EV is the expected profit or loss from a bonus if you play through all the wagering. In plain language, with the math.
EV stands for expected value. It tells you how much a bonus earns or costs you on average in the long run, expressed in euros. A positive EV means the bonus offers a mathematical advantage. A negative EV means the bonus costs you money over time. Most Dutch welcome bonuses fall into the second category.
The formula
EV is the difference between what you actually receive as a bonus and what you lose on average while meeting the wagering.
House edge is 100% minus the slot RTP. The result is a reliable estimate, not an exact prediction.

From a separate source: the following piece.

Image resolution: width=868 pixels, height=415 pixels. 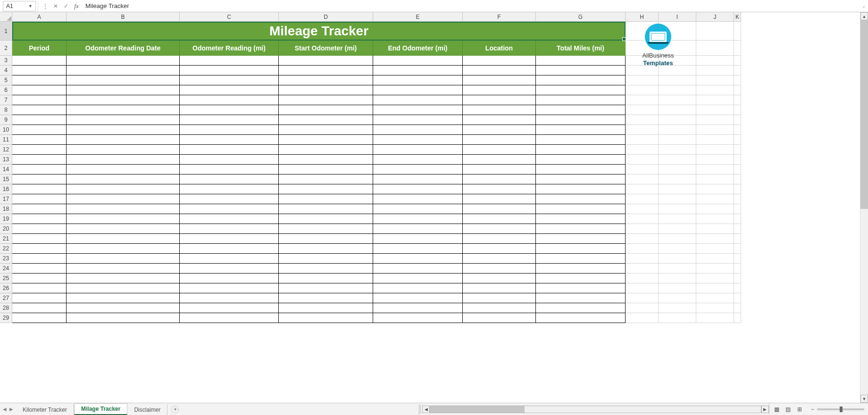 I want to click on column-header: Period, so click(x=40, y=48).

Example: how a number appears
Say you deposit €100 at a casino with a 100% match up to €250, 30× wagering on the bonus, and slots at 96% RTP. Compare that to a casino offering 50 free spins of €1 without wagering. Same deposit, very different story.
100% match up to €250
€100 deposit · 30× wagering · 96% RTP
50 free spins, no wagering
€100 deposit · 0× wagering · 96% RTP
The match bonus looks bigger, but the wagering eats it. The spins are small, but you never have to roll them over. Same starting capital, €68 difference in expected outcome.
What EV is and is not
EV is a long-run average. In a single session, variance, meaning luck, swings your result much more than EV does. A bonus with +€5 EV can land at −€200 or +€300 on any given evening. Only across many bonuses does the average outcome drift toward the EV.
Why EV is the only honest comparator
Casinos advertise with match percentages and round numbers. “100% up to €500!” reads better than “EV −€12 per €100 deposited.” Only the second number tells you what the bonus actually costs or earns. On BonusWijs we compute EV for every Dutch welcome bonus on a standard deposit. You see the number, you see the assumptions, and you decide whether the deal fits your budget and your schedule.

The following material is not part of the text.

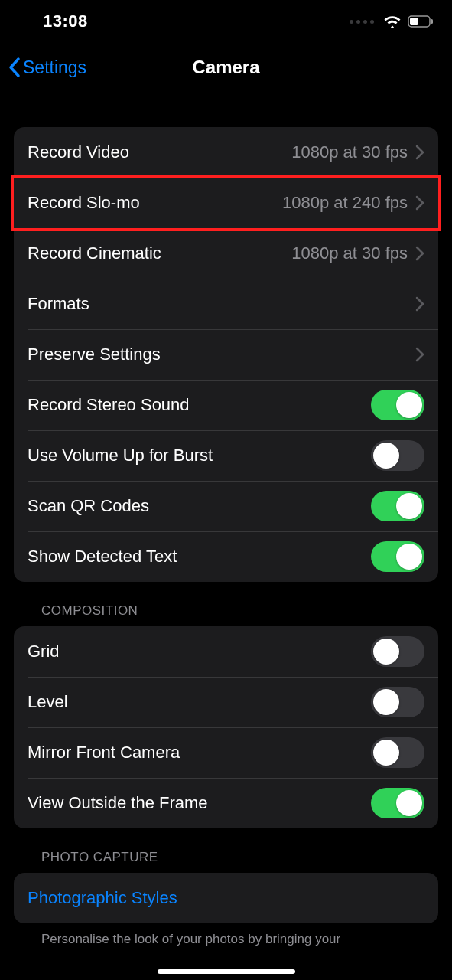 This screenshot has width=452, height=980. Describe the element at coordinates (226, 936) in the screenshot. I see `section-footer-photo-capture: Personalise the look of your photos by b…` at that location.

Two things drive EV the hardest: the wagering requirement (how often the bonus must be rolled over) and the RTP of the game used to clear it. One percent RTP less, or 5× higher wagering, can flip EV from positive to negative.
EV = effective bonus − (total wagering × house edge). Estimate, not a prediction of any single session.
Keep reading
Wagering explained: the honest math
Wagering requirements determine whether a bonus is profitable. Here is how they work and why they are usually the real trap.
5 min
RTP at online casinos: what does it actually mean?